Mori Point
Mike Vasey helped save the land at Mori Point in 2000. Georgia Vasey works for the Conservancy stewarding that land nearly every day.
How does it feel having your daughter carry the legacy you built, one trail at a time?
“Well it kind of chokes me up to tell you the truth,” Mike says. “It really is a great honor.”
Pacifica’s Mori Point was a candidate for development throughout the 1980s and 1990s. Mike was the president of the Pacifica Land Trust in 2000 when the land at Mori Point came up for auction. He worked with the Trust for Public Land to win the auction, and by 2002 the land was part of the Golden Gate National Recreation Area.
Now Georgia leads a dedicated team of volunteers as the San Mateo Community Programs Manager with the Parks Conservancy. She helps organize weekly stewardship events that involve pulling weeds, building trails, or restoring swaths of wildflowers.
A fun father-daughter moment among the famous blooming wildflowers of Mori Point. Video
In the last few years she’s seen Mori Point reshaped. Her team has helped build a pond for California red-legged frogs, a boardwalk for endangered San Francisco garter snakes to slither under, and actual trails to replace the social trails trampled down by previous park users.
“It really has been a success for endangered species, it’s been a success for the community,” Georgia says. “Mori Point is one of those places that everybody just loves.”
That bond with the community has been there since the start.
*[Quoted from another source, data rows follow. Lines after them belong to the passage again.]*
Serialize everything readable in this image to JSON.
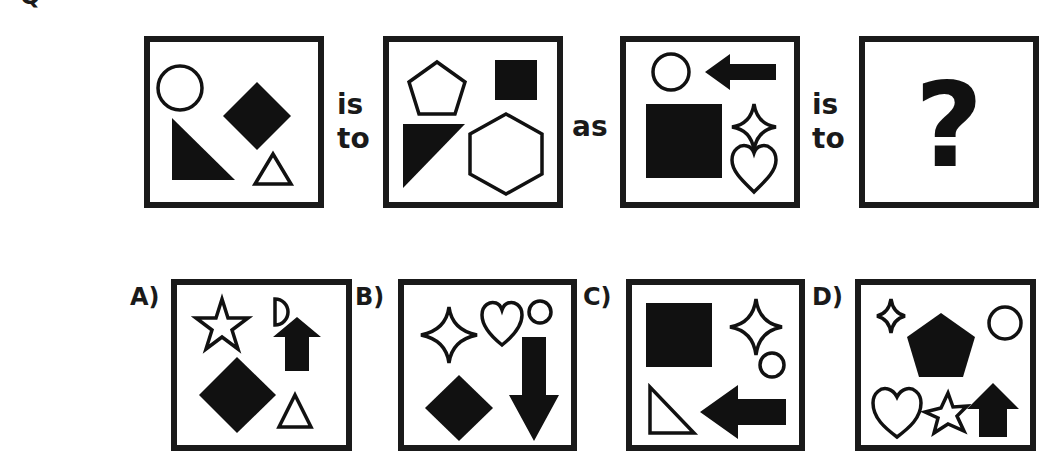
{
  "question": {
    "label_fragment": "Q",
    "connectors": {
      "is_to_1": [
        "is",
        "to"
      ],
      "as": "as",
      "is_to_2": [
        "is",
        "to"
      ]
    },
    "unknown": "?",
    "panels": [
      {
        "id": "panel-1",
        "shapes": [
          "circle-outline",
          "diamond-filled",
          "right-triangle-filled",
          "triangle-outline"
        ]
      },
      {
        "id": "panel-2",
        "shapes": [
          "pentagon-outline",
          "square-filled",
          "right-triangle-filled",
          "hexagon-outline"
        ]
      },
      {
        "id": "panel-3",
        "shapes": [
          "circle-outline",
          "arrow-left-filled",
          "square-filled",
          "four-point-star-outline",
          "heart-outline"
        ]
      },
      {
        "id": "panel-4",
        "shapes": [
          "question-mark"
        ]
      }
    ]
  },
  "options": [
    {
      "label": "A)",
      "shapes": [
        "star-outline",
        "half-circle-outline",
        "arrow-up-filled",
        "diamond-filled",
        "triangle-outline"
      ]
    },
    {
      "label": "B)",
      "shapes": [
        "four-point-star-outline",
        "heart-outline",
        "circle-outline",
        "diamond-filled",
        "arrow-down-filled"
      ]
    },
    {
      "label": "C)",
      "shapes": [
        "square-filled",
        "four-point-star-outline",
        "circle-outline",
        "right-triangle-outline",
        "arrow-left-filled"
      ]
    },
    {
      "label": "D)",
      "shapes": [
        "four-point-star-outline",
        "pentagon-filled",
        "circle-outline",
        "heart-outline",
        "star-outline",
        "arrow-up-filled"
      ]
    }
  ],
  "colors": {
    "ink": "#1a1a1a",
    "background": "#ffffff"
  }
}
Mike and Georgia remember a special Pacifica EcoFest after the transfer of the land, where people wore snake and frog costumes and danced in a giant circle at Mori Point with former GGNRA superintendent Brian O’Neill.
Mike says Mori Point is one in a chain of major land decisions that have benefitted San Mateo County. He says he was inspired by the restoration work done at Milagra Ridge, which joined the GGNRA in 1987. And the restoration of Mori Point helped make the case to start similar work at Pedro Point in 2009. The Pacifica Land Trust manages the restoration efforts at Pedro Point today.
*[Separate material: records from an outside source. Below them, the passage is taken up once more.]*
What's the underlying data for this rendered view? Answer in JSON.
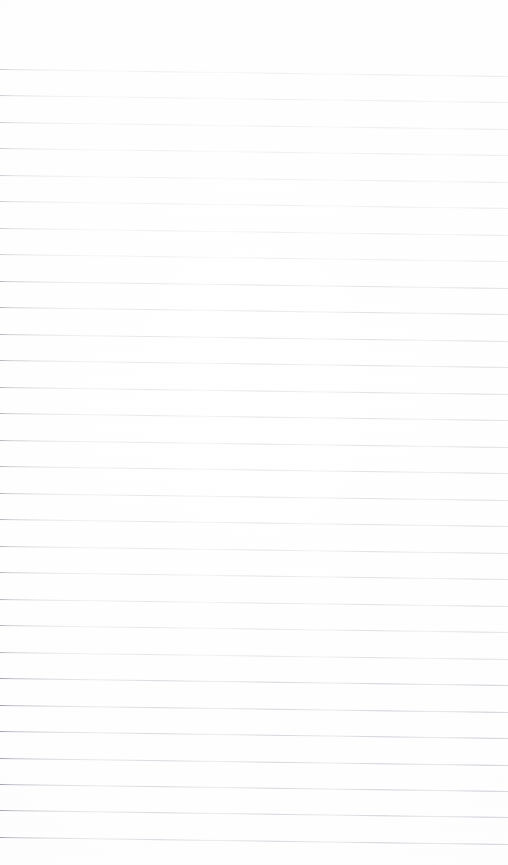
{
  "document": {
    "kind": "lined-paper-scan",
    "content_text": "",
    "writing_present": "none",
    "page_width_px": 508,
    "page_height_px": 865
  },
  "appearance": {
    "background_color": "#fefefe",
    "rule_color": "#d8d8dc",
    "rule_color_dark_segment": "#b0b0b8",
    "rule_thickness_px": 1,
    "rule_slant_degrees": 0.8,
    "rule_spacing_px": 26.5,
    "first_rule_y_px": 73,
    "last_rule_y_px": 840,
    "top_margin_px": 66,
    "left_margin_rule": "none",
    "rule_start_x_px": 0,
    "rule_end_x_px": 508
  },
  "rules": [
    {
      "index": 1,
      "y": 73,
      "weight": "light"
    },
    {
      "index": 2,
      "y": 99,
      "weight": "light"
    },
    {
      "index": 3,
      "y": 126,
      "weight": "light"
    },
    {
      "index": 4,
      "y": 152,
      "weight": "light"
    },
    {
      "index": 5,
      "y": 179,
      "weight": "light"
    },
    {
      "index": 6,
      "y": 205,
      "weight": "light"
    },
    {
      "index": 7,
      "y": 232,
      "weight": "light"
    },
    {
      "index": 8,
      "y": 258,
      "weight": "light"
    },
    {
      "index": 9,
      "y": 285,
      "weight": "normal"
    },
    {
      "index": 10,
      "y": 311,
      "weight": "normal"
    },
    {
      "index": 11,
      "y": 338,
      "weight": "normal"
    },
    {
      "index": 12,
      "y": 364,
      "weight": "normal"
    },
    {
      "index": 13,
      "y": 391,
      "weight": "normal"
    },
    {
      "index": 14,
      "y": 417,
      "weight": "normal"
    },
    {
      "index": 15,
      "y": 444,
      "weight": "normal"
    },
    {
      "index": 16,
      "y": 470,
      "weight": "normal"
    },
    {
      "index": 17,
      "y": 497,
      "weight": "normal"
    },
    {
      "index": 18,
      "y": 523,
      "weight": "normal"
    },
    {
      "index": 19,
      "y": 550,
      "weight": "normal"
    },
    {
      "index": 20,
      "y": 576,
      "weight": "normal"
    },
    {
      "index": 21,
      "y": 603,
      "weight": "normal"
    },
    {
      "index": 22,
      "y": 629,
      "weight": "normal"
    },
    {
      "index": 23,
      "y": 656,
      "weight": "normal"
    },
    {
      "index": 24,
      "y": 682,
      "weight": "dense"
    },
    {
      "index": 25,
      "y": 709,
      "weight": "dense"
    },
    {
      "index": 26,
      "y": 735,
      "weight": "dense"
    },
    {
      "index": 27,
      "y": 762,
      "weight": "dense"
    },
    {
      "index": 28,
      "y": 788,
      "weight": "dense"
    },
    {
      "index": 29,
      "y": 814,
      "weight": "dense"
    },
    {
      "index": 30,
      "y": 841,
      "weight": "dense"
    }
  ]
}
Local residents have shown their appreciation at Mori Point through volunteer programs, where Georgia has seen the same volunteers show up week after week, year after year.
“If you want people to care about the land you need to invite them onto the landscape, you need to get their hands dirty,” Georgia says. “I’m getting out there with all different kinds of people teaching them about these plants and these animals, and letting them form their own connection.”
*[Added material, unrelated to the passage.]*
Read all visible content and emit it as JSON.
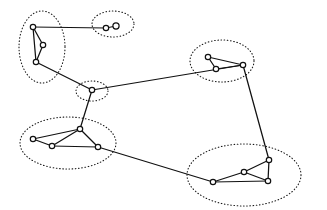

And she thanks her dad for starting her down the trail when she was young.
“It’s special because, for me, I’ve always felt like that’s why I was inspired by nature, getting to be out there on the landscape as a child.”
Like father, like daughter: Loving the lands around them, taking great care of the flora and fauna, and transferring that spark to other people for the future health of Mori Point.